I'm reading the white paper now.After months of speculation, rumor, and silence from Microsoft, the company is finally talking publicly about Service Pack 1 for Windows Vista.
Microsoft says that the first public beta of Windows Vista SP1 will be available in the next few weeks to TechNET and MSDN subscribers. The company confirmed that a smaller group of testers is already putting SP1 through its paces.
As to when the general public can expect to try a beta of SP1, the company only says that it will offer a prerelease version sometime after this second wave of testing, once the company considers the code stable enough to be essentially a release candidate. Assuming the second beta in September goes well, we suspect that a public preview will happen in November or December.
Microsoft has also published a White Paper on Vista SP1 that details many of its changes. I highly recommend reading through it. It indicates that SP1 will address administration and management features, security issues, real support for EFI, exFAT support, Direct3D 10.1, and the performance and compatibility issues recently released, among other things. If you pay close attention, however, you'll notice that the bulk of the planned updates were already addressed in the "performance" and "compatibility" packs that were released a few weeks ago.
Saying that quality must come first, Microsoft Product Manager Nick White said that the final version of SP1 is currently slated to ship in the first quarter of 2008, but that this date is only a target. "We'll determine the exact release date of SP1 after we have reached that quality bar," he wrote on the Vista blog.
Furthermore, since the Vista SP1 and Windows Server 2008 efforts are synchronized, the Windows Server 2008 team is also aiming for a release to manufacturing in the first quarter of next year. Let's hope this is the last delay for Windows Server 2k8.
Service Pack doesn't want to be a celeb
Microsoft is working hard to change perception about Service Packs, largely because the company feels they are overemphasized as critical OS updates. White points to Windows Update as the real venue for critical updates, and he noted that the performance, reliability and compatibility updates we told you about a few weeks ago have now been pushed out via Windows Update to Vista users.
White is indeed correct: the service packs of 2007 are quite different than those of 2000, now that Windows Update is mature and well-integrated into Vista. That doesn't change the fact that Microsoft still issues Service Packs, however. And let's face it, there aren't many Vista users out there disinterested in when they can get their hands on SP1.
EDIT:
I'm going to head off the inevitible comparisons with Windows 2000 SP4, Windows XP SP1 and Windows XP SP2 with this quote from the white paper.

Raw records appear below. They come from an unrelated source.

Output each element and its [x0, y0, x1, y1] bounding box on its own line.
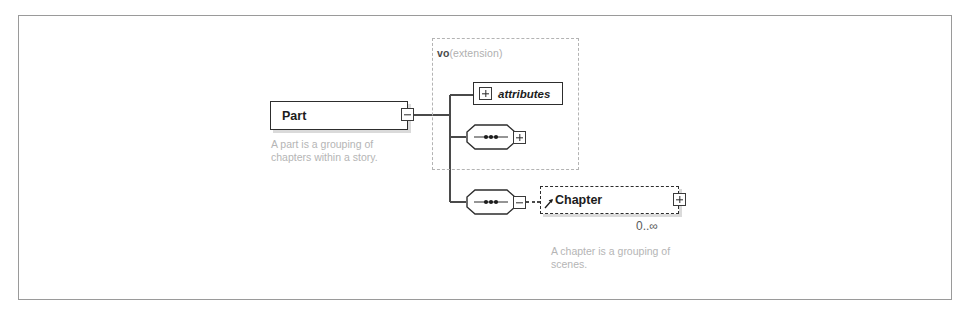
attributes-node[interactable]: attributes	[473, 82, 563, 105]
extension-group-label: vo(extension)	[437, 47, 503, 59]
extension-prefix: vo	[437, 47, 449, 59]
element-name-part: Part	[282, 109, 306, 123]
expand-plus-icon-chapter[interactable]	[673, 193, 686, 206]
sequence-icon-1[interactable]	[466, 124, 516, 150]
collapse-minus-icon-part[interactable]	[401, 108, 414, 121]
reference-arrow-icon	[544, 198, 554, 209]
expand-plus-icon-attributes[interactable]	[479, 87, 492, 100]
diagram-canvas: vo(extension) Part A part is a grouping …	[0, 0, 970, 311]
extension-kind: (extension)	[449, 47, 502, 59]
sequence-icon-2[interactable]	[466, 189, 516, 215]
annotation-part: A part is a grouping of chapters within …	[271, 138, 431, 164]
expand-plus-icon-sequence-1[interactable]	[513, 131, 526, 144]
element-name-chapter: Chapter	[555, 193, 602, 207]
element-box-chapter[interactable]: Chapter	[540, 186, 679, 214]
annotation-chapter: A chapter is a grouping of scenes.	[551, 245, 721, 271]
cardinality-chapter: 0..∞	[636, 219, 658, 233]
attributes-label: attributes	[498, 88, 550, 100]
collapse-minus-icon-sequence-2[interactable]	[513, 196, 526, 209]
element-box-part[interactable]: Part	[270, 101, 408, 130]
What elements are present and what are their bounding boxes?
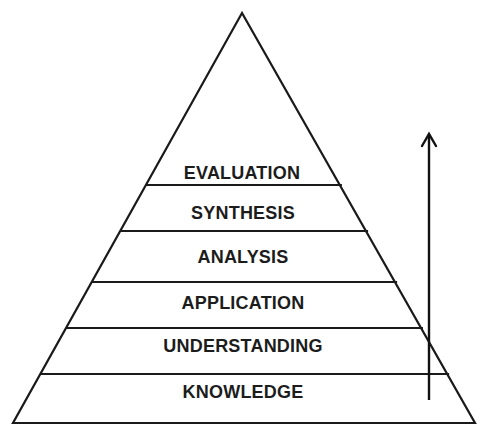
level-label-analysis: ANALYSIS <box>198 247 289 267</box>
level-label-knowledge: KNOWLEDGE <box>183 382 304 402</box>
up-arrow-icon <box>422 134 436 400</box>
level-label-application: APPLICATION <box>182 293 305 313</box>
level-label-understanding: UNDERSTANDING <box>163 336 322 356</box>
level-label-evaluation: EVALUATION <box>184 163 300 183</box>
level-label-synthesis: SYNTHESIS <box>191 203 295 223</box>
pyramid-diagram: EVALUATION SYNTHESIS ANALYSIS APPLICATIO… <box>0 0 483 437</box>
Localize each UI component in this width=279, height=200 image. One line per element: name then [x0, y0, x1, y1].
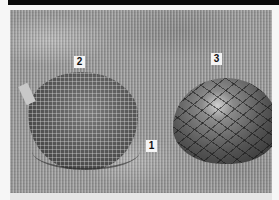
callout-2: 2 — [74, 56, 85, 68]
helmet-strap — [18, 83, 36, 105]
callout-1: 1 — [146, 140, 157, 152]
helmet-brim — [32, 132, 140, 170]
callout-3: 3 — [211, 53, 222, 65]
bottom-strip — [10, 193, 272, 200]
top-black-bar — [8, 0, 279, 5]
helmet-coarse-net — [173, 78, 272, 164]
helmet-fine-mesh — [28, 72, 138, 170]
photograph — [10, 10, 272, 193]
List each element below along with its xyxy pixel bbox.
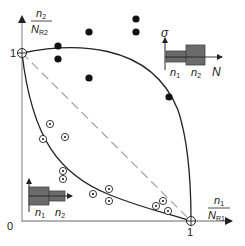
svg-text:n2: n2 [191, 66, 201, 79]
data-point [61, 133, 68, 140]
svg-text:n1: n1 [170, 66, 180, 79]
svg-text:n1: n1 [214, 194, 224, 207]
data-point [46, 120, 53, 127]
svg-text:n2: n2 [55, 206, 65, 219]
data-point [105, 197, 112, 204]
data-point [152, 202, 159, 209]
data-point [105, 185, 112, 192]
data-point [165, 93, 172, 100]
cycles-symbol: N [212, 65, 221, 79]
data-point [85, 28, 92, 35]
svg-text:NR2: NR2 [31, 23, 48, 36]
svg-text:n2: n2 [36, 7, 46, 20]
inset-low-high: σ n1 n2 N [161, 26, 222, 79]
data-point [164, 207, 171, 214]
endpoint-marker-y1 [18, 49, 27, 58]
svg-text:n1: n1 [35, 206, 45, 219]
endpoint-marker-x1 [187, 217, 196, 226]
data-point [89, 190, 96, 197]
inset-high-low: n1 n2 [29, 179, 72, 219]
x-tick-1: 1 [187, 226, 193, 238]
origin-label: 0 [7, 220, 13, 232]
data-point [54, 55, 61, 62]
sigma-symbol: σ [161, 26, 169, 40]
data-point [54, 42, 61, 49]
block-n2 [186, 45, 205, 65]
data-point [132, 28, 139, 35]
y-axis-label: n2 NR2 [31, 7, 52, 36]
filled-dots [54, 15, 172, 100]
data-point [132, 15, 139, 22]
x-axis-label: n1 NR1 [208, 194, 230, 222]
data-point [59, 175, 66, 182]
interaction-diagram: n2 NR2 1 n1 NR1 1 0 σ n1 n2 N n1 n2 [0, 0, 245, 246]
data-point [39, 135, 46, 142]
data-point [159, 197, 166, 204]
block-n1 [166, 51, 186, 62]
svg-text:NR1: NR1 [208, 209, 225, 222]
y-tick-1: 1 [10, 47, 16, 59]
data-point [59, 167, 66, 174]
data-point [85, 74, 92, 81]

In key areas, Windows Vista SP1 will compare favorably to earlier Windows service packs. Windows® 2000 Service Pack 4 (SP4) and Windows XP SP1 both made limited changes to the user interface and had limited impacts to application compatibility. Both service packs were small in download size. Windows XP SP2 was an exceptional case, as noted in the next paragraph. It significantly impacted the user interface and application compatibility, and was large in download size. While Windows Vista SP1 is still in beta, Microsoft's intention is that it will make limited changes to the user interface, have limited impact to application compatibility, and the Windows Update and WSUS download size will be small.
The purpose of Windows Vista SP1 is different from the purpose of Windows XP Service Pack 2 (SP2). Windows XP SP2 was a special update -- Microsoft recognized that it was in a unique position to address new and emerging security threats, and the service pack was the best answer. To address these threats, Microsoft incorporated significant, well-considered changes into the service pack, which had a significant impact on application compatibility. For example, the service pack enabled Windows Firewall by default, causing some applications to fail until the customer configured the exceptions in the firewall. However, Microsoft determined that the security benefit far outweighed any challenges the changes caused to end users and administrators. (Likewise, moving from Windows XP SP2 to Windows Vista introduced new, well-considered changes, such as User Account Control, which impacted compatibility).